The Mom Test: How to Talk to Customers and Learn if Your Business Is a Good Idea When Everyone Is Lying to You (2013) is Fitzpatrick's essential book — a 130-page manual that solves one specific problem with elegant precision. Customer interviews generate false validation because people are socially motivated to say yes. The Mom Test teaches founders and product managers to ask questions that cannot be answered with socially motivated lies.
What is The Mom Test about?
The Mom Test argues that most startup customer interviews fail because founders ask the wrong kinds of questions — questions that invite polite approval rather than honest information. The central technique: ask about the past, not the future. 'Would you use this?' invites speculation and lying. 'Tell me about the last time you had this problem' asks about actual behavior that cannot be falsified. The book builds from this foundation into a comprehensive framework for extracting genuine signal from customer conversations.
Is The Mom Test only for startup founders?
The Mom Test is primarily aimed at startup founders conducting customer discovery interviews, but the principles apply broadly to anyone who needs to conduct market research, user interviews, or any situation where you need honest feedback that social pressure might distort. Product managers, UX researchers, and consultants conducting client research will find the core insights directly applicable. The examples are startup-centric, but the underlying observation about how people answer questions is universal.

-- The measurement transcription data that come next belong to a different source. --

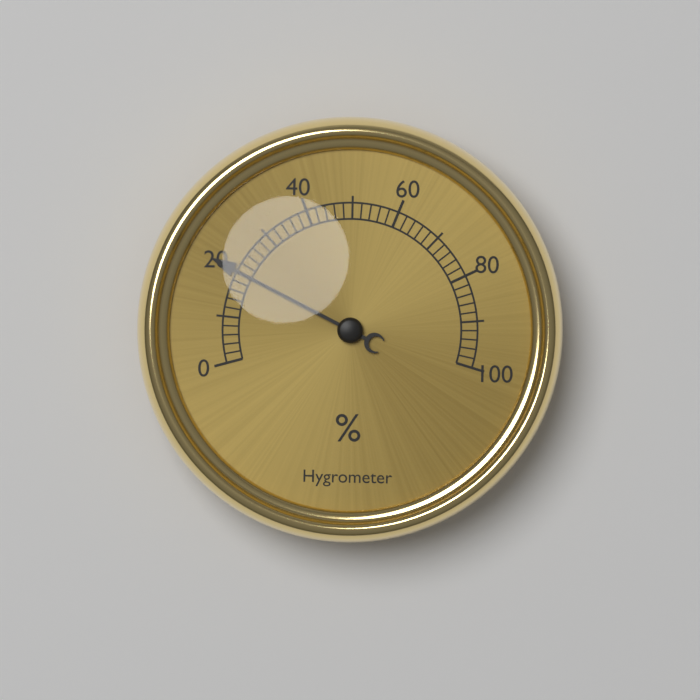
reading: 20 %
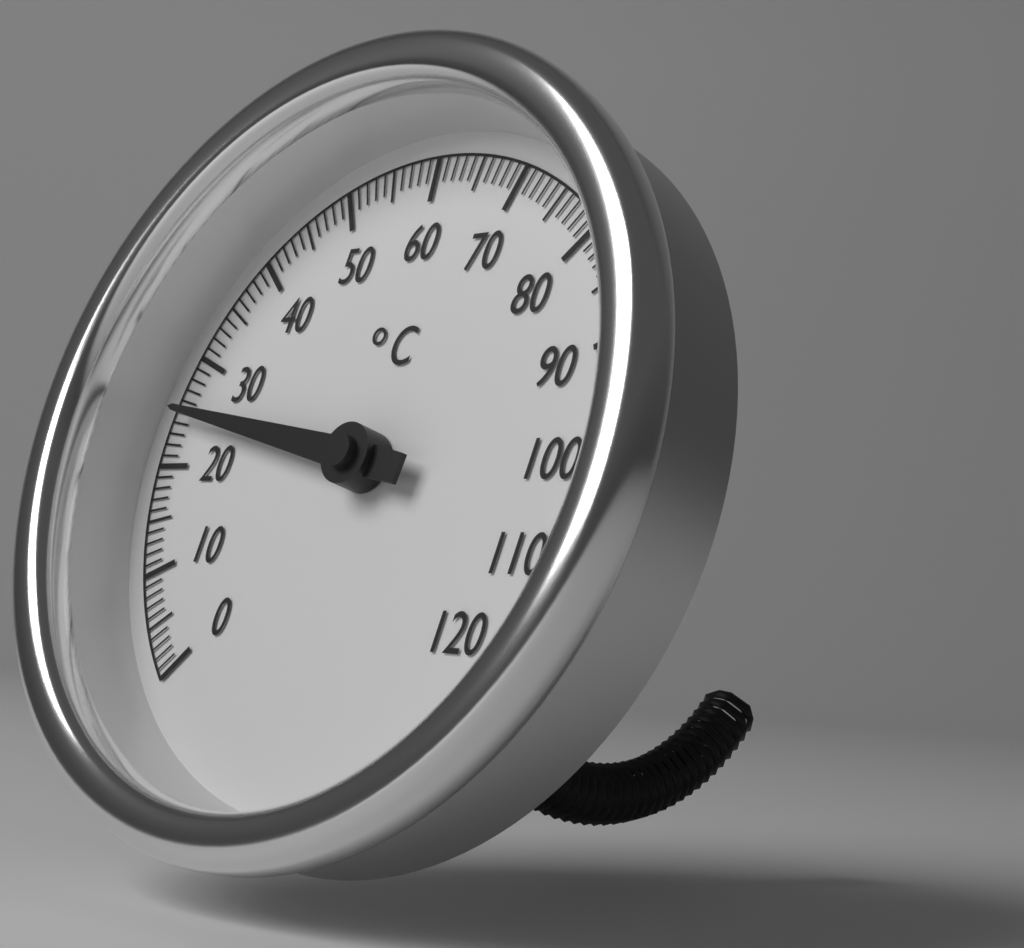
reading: 25 °C
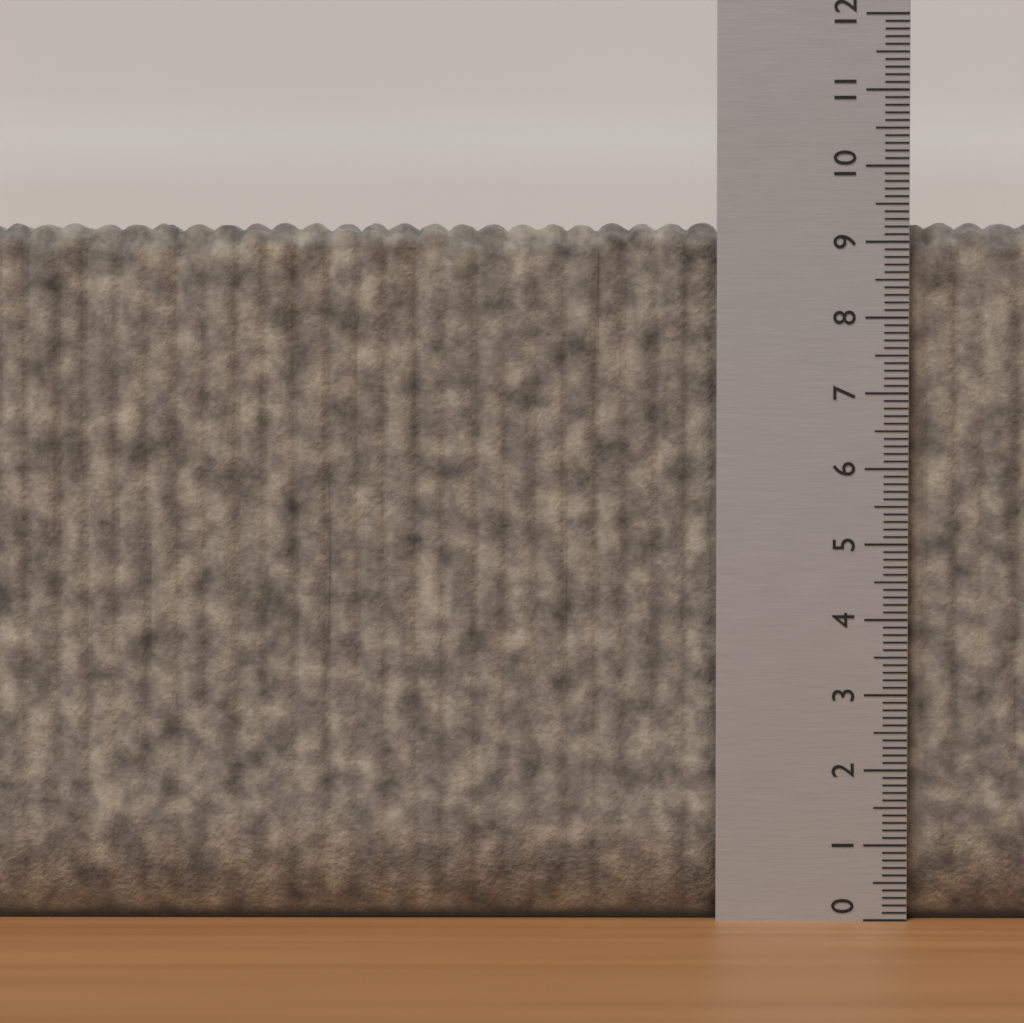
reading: 9.3 (no unit)
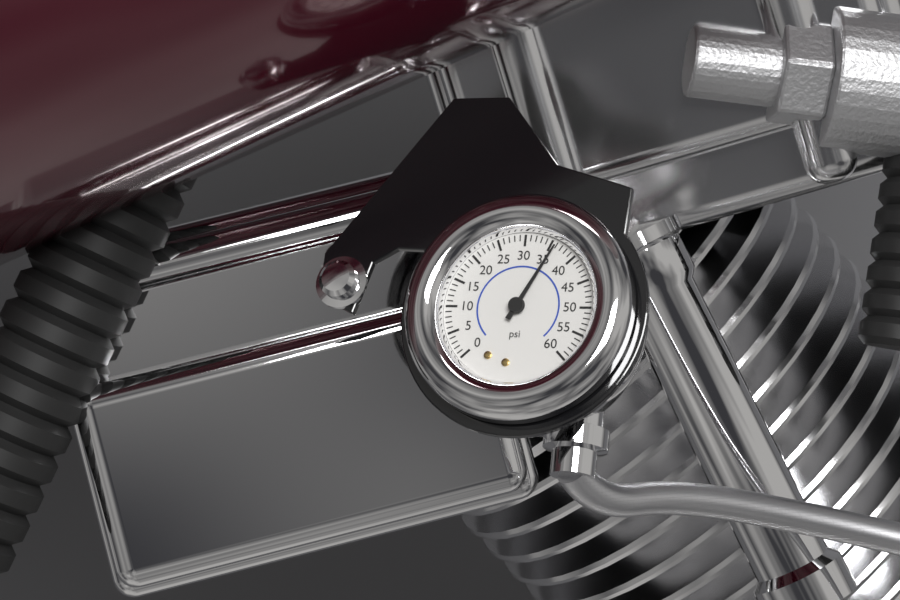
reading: 36 psi
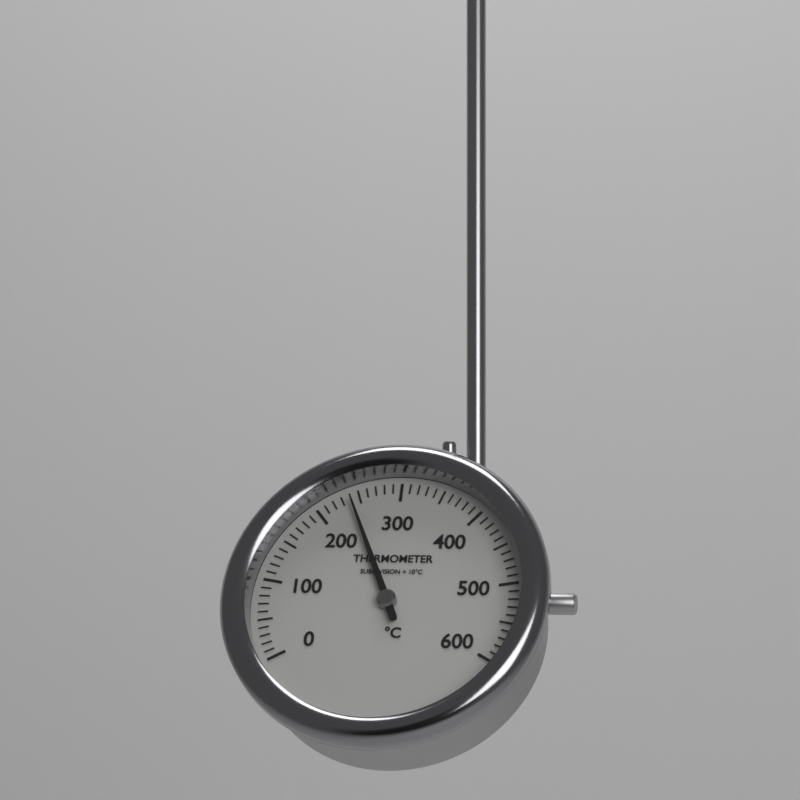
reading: 240 °C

What should I read after The Mom Test?
After The Mom Test, April Dunford's Obviously Awesome covers product positioning — what to do with the insights from customer research once you've gathered honest signal about what customers value. Andrew Chen's The Cold Start Problem covers the growth challenge that comes after product-market fit is established. Marty Cagan's Inspired covers the broader framework of how the best technology product organisations are structured and how product discovery works at scale.